The benchmark used ff7b27faf3540f9e8d73bf66635d2cffedd9d341 (This PR) for node2 and 85830da4fd814404ba490232430dc05d14868124 for node (benchmark PR).
Maybe we should re-evaluate this movement of moving things to C++ claiming for performance (if that's the case).
This move is required so that we can move getValidatedPath function. For macOS this function is a noop, for Windows it does call some complex functions.
Unless we move getValidatedPath and toNamespacedPath functions to C++ in the same call, it's normal to not see any improvement on macOS
@RafaelGSS From first principles, I would expect this PR to have little impact on performance. As @anonrig states, we are moving a trivial function (everywhere except under Windows) to C++.
Once it is done right, there is no further downside, however. E.g., it should not impact maintainability.
It is not like any JavaScript hacker really loved ToNamedspacePath.
This move is required so that we can move getValidatedPath function.
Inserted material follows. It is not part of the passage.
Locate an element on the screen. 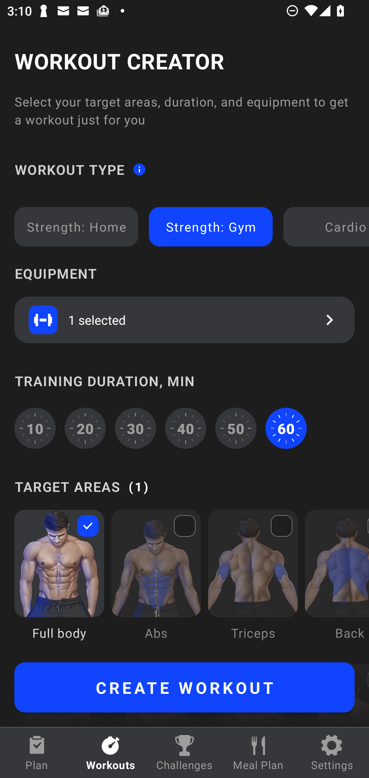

For macOS this function is a noop, for Windows it does call some complex functions.
Unless we move getValidatedPath and toNamespacedPath functions to C++ in the same call, it's normal to not see any improvement on macOS
Note that I'm using path.posix. and path.win32. on the benchmarks, so I expect my operating system to not be relevant to this particular benchmark (despite of process.cwd() of course), am I missing something?
UPDATE: Actually, it seems the current API of path.toNamespacedPath will not call the C++ function, so we are basically handling two functions that behave similarly. I think there's no problem with that then, it can just be a problem if we attempt to change the API to call this new C++ function. My benchmark for this case is irrelevant.
CI: https://ci.nodejs.org/job/node-test-pull-request/57979/
@nodejs/build Why does this pull-request doesn't trigger request-ci? Any idea?